The Cast’s Performance

Atal Bihari Vajpayee’s ascent is defined by his ability to either impress or dethrone Congress leaders like Jawaharlal Nehru (“Mark my words, this man will one day be PM of India!”), Lal Bahadur Shastri (a montage of sullen post-war expressions), Indira Gandhi (“I’m impressed with your empathy for women despite being single”) and even a Bond-baddie-esque Sonia Gandhi. Unfortunately, the film doesn’t do a better job of casting younger BJP figures such as Pramod Mahajan, Arun Jaitley, Sushma Swaraj, and most of all, L.K. Advani. Former president Dr. A.P.J. Abdul Kalam gets the shortest straw in terms of performance-to-parody ratio. 

A still from the film.
A still from the film.

Speaking of which: Perhaps the most disappointing aspect of this soulless biopic is Pankaj Tripathi’s rendition of Vajpayee. It’s a turn that loses its truth in uneven mimicking patterns — exaggerated hand and eye gestures, dramatic pauses and intonations, prosthetic tenderness and taunts. The chaste Hindi becomes more form than manner. The acting is too visible, even when it’s clear that Vajpayee is often ‘playing’ the role of a charismatic speaker.

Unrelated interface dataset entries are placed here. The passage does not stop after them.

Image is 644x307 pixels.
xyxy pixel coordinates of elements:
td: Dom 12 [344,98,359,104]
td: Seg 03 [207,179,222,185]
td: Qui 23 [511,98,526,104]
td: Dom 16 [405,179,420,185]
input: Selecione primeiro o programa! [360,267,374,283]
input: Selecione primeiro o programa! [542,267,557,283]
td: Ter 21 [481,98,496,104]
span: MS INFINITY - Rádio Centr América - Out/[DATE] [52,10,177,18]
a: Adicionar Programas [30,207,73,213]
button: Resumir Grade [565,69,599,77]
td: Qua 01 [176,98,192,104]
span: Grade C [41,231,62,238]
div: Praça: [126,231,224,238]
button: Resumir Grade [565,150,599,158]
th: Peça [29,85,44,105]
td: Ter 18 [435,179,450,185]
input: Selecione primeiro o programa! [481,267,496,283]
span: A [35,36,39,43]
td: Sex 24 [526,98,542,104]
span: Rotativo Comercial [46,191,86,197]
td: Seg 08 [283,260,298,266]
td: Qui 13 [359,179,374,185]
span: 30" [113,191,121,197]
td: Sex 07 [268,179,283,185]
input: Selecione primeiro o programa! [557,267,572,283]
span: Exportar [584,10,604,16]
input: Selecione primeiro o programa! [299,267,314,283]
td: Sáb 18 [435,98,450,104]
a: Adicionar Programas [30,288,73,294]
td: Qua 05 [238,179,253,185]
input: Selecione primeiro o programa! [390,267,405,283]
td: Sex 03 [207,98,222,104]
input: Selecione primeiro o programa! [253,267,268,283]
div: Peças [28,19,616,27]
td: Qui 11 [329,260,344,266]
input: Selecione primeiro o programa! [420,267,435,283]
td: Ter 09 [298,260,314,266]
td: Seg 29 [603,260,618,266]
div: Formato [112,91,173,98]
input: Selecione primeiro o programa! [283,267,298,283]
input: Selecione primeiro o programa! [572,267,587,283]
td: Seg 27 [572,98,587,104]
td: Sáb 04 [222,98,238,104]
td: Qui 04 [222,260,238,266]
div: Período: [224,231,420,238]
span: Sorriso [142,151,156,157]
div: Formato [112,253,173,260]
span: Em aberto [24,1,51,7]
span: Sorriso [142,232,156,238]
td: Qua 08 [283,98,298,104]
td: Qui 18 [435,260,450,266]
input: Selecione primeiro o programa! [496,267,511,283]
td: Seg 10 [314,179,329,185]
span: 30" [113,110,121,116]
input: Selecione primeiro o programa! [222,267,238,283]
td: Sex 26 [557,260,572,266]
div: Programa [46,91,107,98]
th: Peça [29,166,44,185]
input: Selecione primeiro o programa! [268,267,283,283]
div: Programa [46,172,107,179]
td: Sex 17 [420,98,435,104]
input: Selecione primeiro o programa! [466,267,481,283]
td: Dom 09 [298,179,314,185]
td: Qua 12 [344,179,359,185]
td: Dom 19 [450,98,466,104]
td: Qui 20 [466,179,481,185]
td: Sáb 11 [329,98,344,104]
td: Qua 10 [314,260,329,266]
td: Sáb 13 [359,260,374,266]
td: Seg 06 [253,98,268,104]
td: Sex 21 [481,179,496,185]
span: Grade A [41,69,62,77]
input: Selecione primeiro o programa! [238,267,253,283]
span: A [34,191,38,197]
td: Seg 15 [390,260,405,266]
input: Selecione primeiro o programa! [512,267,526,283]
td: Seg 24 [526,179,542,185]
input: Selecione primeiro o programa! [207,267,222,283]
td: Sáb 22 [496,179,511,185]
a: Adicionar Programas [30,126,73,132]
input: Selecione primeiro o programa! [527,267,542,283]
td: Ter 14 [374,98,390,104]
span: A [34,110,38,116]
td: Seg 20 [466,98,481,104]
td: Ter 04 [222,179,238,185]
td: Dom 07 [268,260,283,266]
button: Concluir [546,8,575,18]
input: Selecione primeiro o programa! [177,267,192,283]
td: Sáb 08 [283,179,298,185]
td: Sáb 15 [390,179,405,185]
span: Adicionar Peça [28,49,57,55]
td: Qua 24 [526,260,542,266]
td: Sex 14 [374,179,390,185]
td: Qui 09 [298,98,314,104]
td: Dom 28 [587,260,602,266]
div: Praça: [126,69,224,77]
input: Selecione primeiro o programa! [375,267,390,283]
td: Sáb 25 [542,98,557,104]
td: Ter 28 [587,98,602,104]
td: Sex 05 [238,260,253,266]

His monologues in the Lok Sabha sound too rehearsed to be the narrative punchlines that they are.

A still from the film.
A still from the film.

The void between intent and image is encapsulated by a scene in which the protagonist — the new prime minister walking through the halls of his office — asks about an empty space on the wall. When informed that the picture of a former leader from an opposition party was taken down from there, he requests the staff to restore the portrait to its original place. This is meant to signify the magnanimity of the man over the ruthlessness of the politician. Except Tripathi makes it look like a strangely condescending gesture. It’s the sort of thing that sore winners say to rub their opponents’ noses in the dirt. I suppose this failed ambiguity is fitting in the grand scheme of the film’s themes. Main Atal Hoon pretends until it can no longer pretend. Make of this lyric what you will.